- PROBLEM REQUIREMENTS
From the entries below, please output exactly the lines starting at the one containing "What do you see at coordinates (727, 23)" and ending at the one containing "This screenshot has width=1866, height=1049.", both included.

---- DATA

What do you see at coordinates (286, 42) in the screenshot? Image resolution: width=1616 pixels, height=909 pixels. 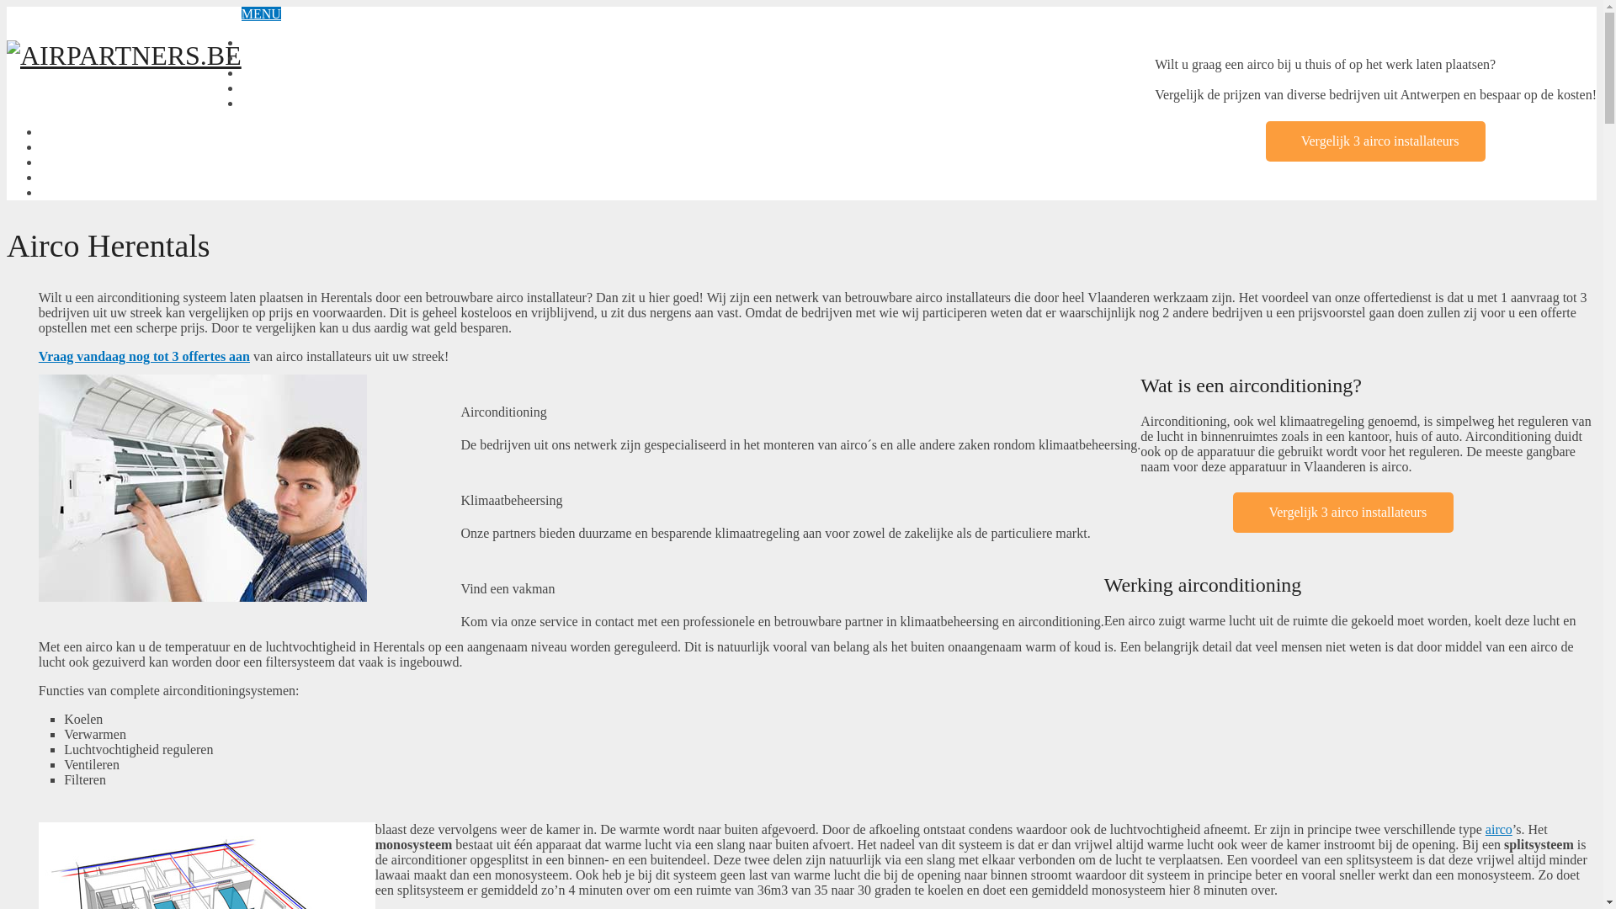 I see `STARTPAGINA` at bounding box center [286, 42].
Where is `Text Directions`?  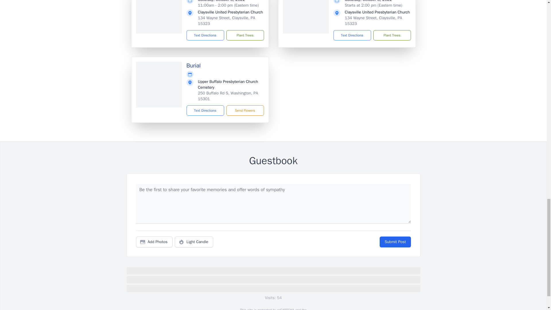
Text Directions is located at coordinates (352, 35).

--------
---- DATA

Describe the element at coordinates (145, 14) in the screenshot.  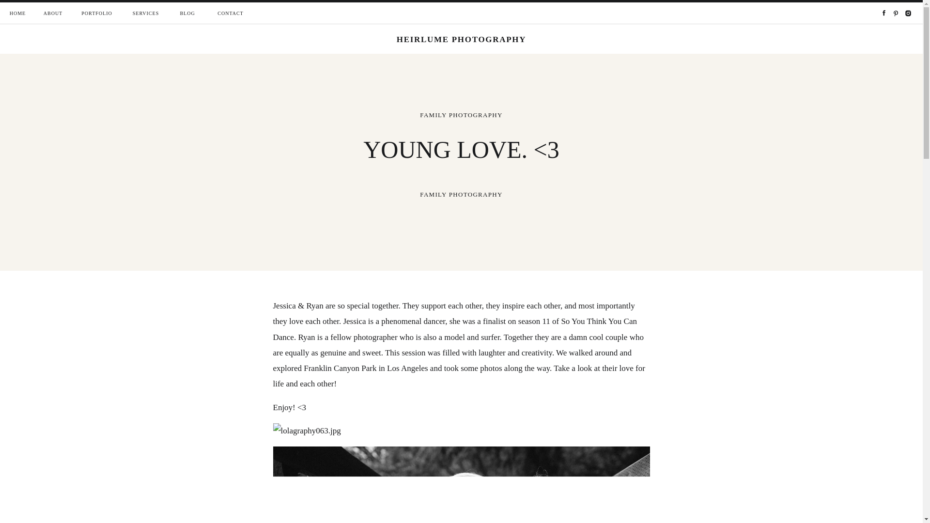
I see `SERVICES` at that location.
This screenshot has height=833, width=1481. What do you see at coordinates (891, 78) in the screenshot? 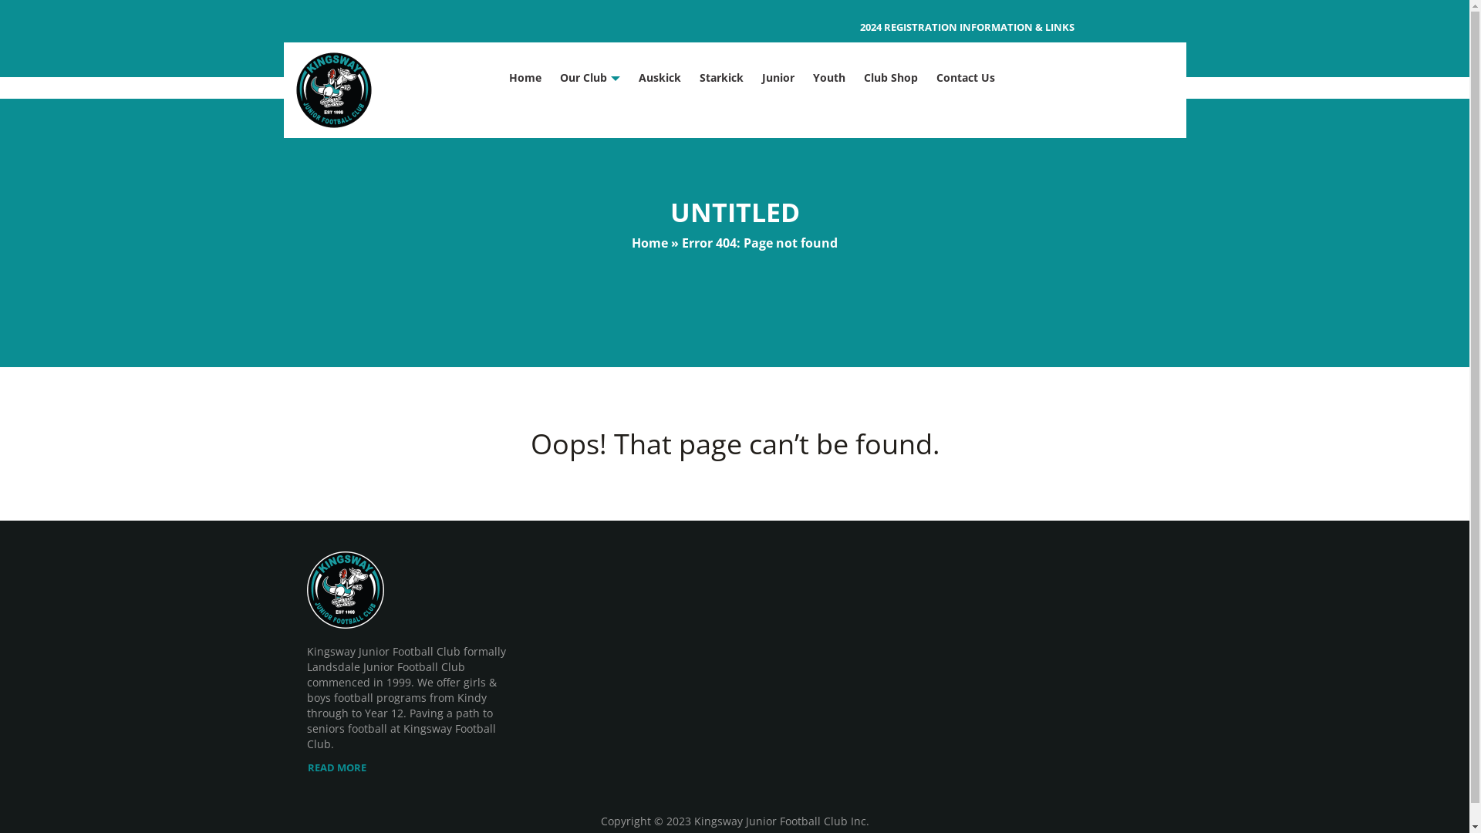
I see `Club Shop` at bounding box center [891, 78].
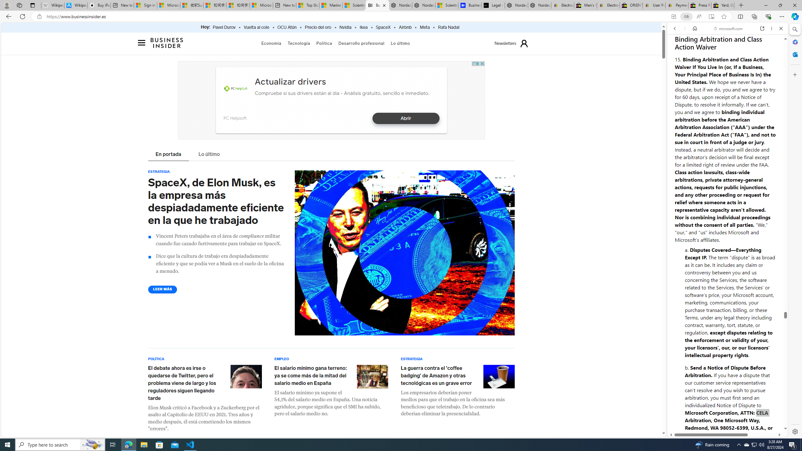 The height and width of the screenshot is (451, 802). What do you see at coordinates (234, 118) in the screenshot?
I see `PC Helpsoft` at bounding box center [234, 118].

--------
---- DATA

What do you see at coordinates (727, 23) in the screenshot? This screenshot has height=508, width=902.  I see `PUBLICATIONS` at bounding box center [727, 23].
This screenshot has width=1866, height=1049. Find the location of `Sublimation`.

--------

- ANSWER TO THE EXERCISE
What do you see at coordinates (727, 23) in the screenshot? This screenshot has height=508, width=902.  I see `PUBLICATIONS` at bounding box center [727, 23].
This screenshot has width=1866, height=1049. Find the location of `Sublimation`.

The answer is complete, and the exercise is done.